The timer goes off, and Alberto calls the rest of the family in for breakfast. Giada helps herself to bacon and chatters away (“Don’t eat anything that can talk,” she advises sagely through a mouthful of bacon; “That’s a good general rule of thumb” Luca agrees), and Matteo pours too much syrup over his pancakes and gradually opens back up to his usual self. Alberto is giving his family straight sugar for breakfast, clearly violating one of the Rules of Good Parenting, but the universe thankfully doesn’t notice. 

 

Some days, he still feels particularly ill-equipped for this job, still worries that shit-baggery is actually some latent genetic trait just waiting in his DNA, and that someday he’ll blow it all up, or that the universe will finally notice that it’s let him get away with a good life for far too long. Some nights he dreams, and he’s back on the island, and he’s eleven. The hat hangs from a hook on the wall by his hammock, and the watch sits in the shell on the bookcase, both untouched for months now. He’s alone, and it’s getting dark. It’s always worse being alone in the tower. Then the shouting in his brain crashes over him with accusations like Dio, you’re so stupid, Alberto, and damn it, why can’t you do anything right, and just fucking stop talking for one minute, per l’amor de Cristo. So he jumps off the top of the tower, because adrenaline and physical pain are the fastest ways to silence that particular Bruno. He crashes down through the tree to the ground, relishes every bump and scrape and bruise on the way because it’s something to think about that’s not him. Then, because it’s a dream and he can’t help it, he makes his way down to the pitch dark beach, just to check. The moon isn’t even out and he’s still checking. It will take another seven months or so for him to fully give up checking. He stands on the shore for what feels like an eternity. It’s always the wrong shore.

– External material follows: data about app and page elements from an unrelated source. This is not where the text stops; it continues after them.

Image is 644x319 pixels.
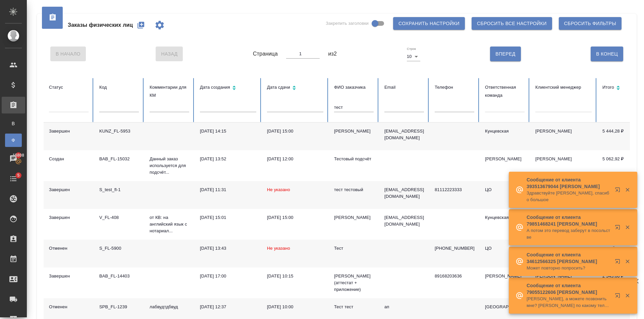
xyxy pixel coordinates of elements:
div: [PERSON_NAME] [334,128,373,134]
div: V_FL-408 [99,214,139,221]
p: Сообщение от клиента 79851468241 [PERSON_NAME] [526,214,610,227]
span: Не указано [267,246,290,251]
span: Не указано [267,187,290,193]
button: Открыть в новой вкладке [611,255,627,271]
div: Ответственная команда [485,84,524,99]
div: Кунцевская [485,128,524,134]
p: Сообщение от клиента 34612566325 [PERSON_NAME] [526,252,610,265]
p: 89168203636 [435,273,474,280]
div: Завершен [49,273,88,280]
span: Закрепить заголовки [325,20,368,27]
div: Сортировка [602,84,642,93]
div: S_FL-5900 [99,245,139,252]
div: [DATE] 13:43 [200,245,257,252]
div: Кунцевская [485,214,524,221]
p: Может повторно попросить? [526,265,610,272]
p: Данный заказ используется для подсчёт... [149,156,189,176]
div: ФИО заказчика [334,84,373,92]
p: от КВ: на английский язык с нотариал... [149,214,189,234]
p: [EMAIL_ADDRESS][DOMAIN_NAME] [384,214,424,227]
a: 15808 [2,151,25,167]
button: Открыть в новой вкладке [611,289,627,305]
p: [PHONE_NUMBER] [435,245,474,252]
p: Сообщение от клиента 393513679044 [PERSON_NAME] [526,177,610,190]
div: [PERSON_NAME] [485,273,524,280]
button: Сохранить настройки [393,17,465,30]
div: Отменен [49,245,88,252]
div: Статус [49,84,88,92]
button: Открыть в новой вкладке [611,221,627,237]
div: [DATE] 10:15 [267,273,323,280]
span: Страница [253,50,277,58]
p: А потом это перевод заберут в посольстве [526,227,610,241]
p: Здравствуйте [PERSON_NAME], спасибо большое [526,190,610,203]
p: 81112223333 [435,187,474,193]
div: Тест [334,245,373,252]
div: [DATE] 12:37 [200,304,257,310]
div: [DATE] 13:52 [200,156,257,162]
span: Заказы физических лиц [68,21,133,29]
button: Сбросить фильтры [558,17,621,30]
div: S_test_fl-1 [99,187,139,193]
span: 15808 [9,152,28,159]
button: Закрыть [620,224,634,230]
div: KUNZ_FL-5953 [99,128,139,134]
div: [DATE] 15:00 [267,128,323,134]
span: Сохранить настройки [399,19,459,28]
div: BAB_FL-15032 [99,156,139,162]
span: Ф [9,137,18,144]
button: Открыть в новой вкладке [611,183,627,200]
a: В [5,117,22,130]
span: В Конец [596,50,618,58]
div: Сортировка [267,84,323,93]
a: Ф [5,133,22,147]
span: В [9,120,18,127]
p: [EMAIL_ADDRESS][DOMAIN_NAME] [384,128,424,141]
div: Отменен [49,304,88,310]
div: [PERSON_NAME] (аттестат + приложение) [334,273,373,293]
td: [PERSON_NAME] [530,151,597,181]
div: ЦО [485,245,524,252]
a: 5 [2,171,25,187]
p: ап [384,304,424,310]
button: Сбросить все настройки [471,17,552,30]
div: Клиентский менеджер [535,84,592,92]
div: Тест тест [334,304,373,310]
td: [PERSON_NAME] [530,123,597,151]
p: [PERSON_NAME], а можете позвонить мне? [PERSON_NAME] по какому телефону вам позвонить? [526,295,610,309]
div: Завершен [49,187,88,193]
div: SPB_FL-1239 [99,304,139,310]
div: тест тестовый [334,187,373,193]
p: Сообщение от клиента 79055122606 [PERSON_NAME] [526,282,610,295]
span: Сбросить все настройки [476,19,546,28]
p: лабвудтдбвуд [149,304,189,310]
div: Телефон [435,84,474,92]
div: [GEOGRAPHIC_DATA] [485,304,524,310]
div: Email [384,84,424,92]
div: [DATE] 10:00 [267,304,323,310]
div: Код [99,84,139,92]
div: [DATE] 15:00 [267,214,323,221]
span: 5 [13,173,24,179]
div: [DATE] 11:31 [200,187,257,193]
div: [PERSON_NAME] [334,214,373,221]
div: BAB_FL-14403 [99,273,139,280]
button: Закрыть [620,187,634,193]
span: Сбросить фильтры [564,19,616,28]
div: ЦО [485,187,524,193]
div: Завершен [49,214,88,221]
div: Завершен [49,128,88,134]
div: [DATE] 17:00 [200,273,257,280]
button: Вперед [490,46,520,61]
div: Сортировка [200,84,257,93]
div: Тестовый подсчёт [334,156,373,162]
button: Закрыть [620,293,634,299]
div: Создан [49,156,88,162]
span: Вперед [496,50,515,58]
div: [DATE] 15:01 [200,214,257,221]
div: [PERSON_NAME] [485,156,524,162]
p: [EMAIL_ADDRESS][DOMAIN_NAME] [384,187,424,200]
label: Строк [407,47,416,51]
div: Комментарии для КМ [149,84,189,99]
span: из 2 [328,50,337,58]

But other days, like this one, Matteo will come find him after a bad dream, or Giada will ask him to sleep in her bed with her in case the velociraptors come in the night. (She assures Luca with a little hand on his chest and a quiet voice “I want Papà to sleep with me tonight, but I still love you, okay?”)

Some days, Giada will refuse to put on her pants and run around the house naked from the waist down because she’s four and she thinks it’s funny, and either he or Luca or sometimes both will have to physically wrestle her into them. Some days Matteo will seem quiet and sullen for no reason, and Alberto will wonder what he’s done wrong and if there’s something he should be doing to fix it, because he desperately wants to. He wants to fix their problems. He wants to give them the unconditional love he waited fourteen years to find. He wants them to know they’re loved and they’re safe. 

He doesn’t know how to help them sometimes. He does know he’ll have to let them make their own mistakes and let them fix their own problems, let them get their hearts broken and let them cry, but he doesn’t know how. He doesn’t know if they’ll listen to him when he tells them he loves them, or if they’ll believe him when he tells them there’s nothing in this life or the next that they could do that would make him not love them. 

He does know that he wants them to wake up on Saturday mornings to the clang of pots on the stove and the smell of espresso being brewed, knowing he’ll be downstairs.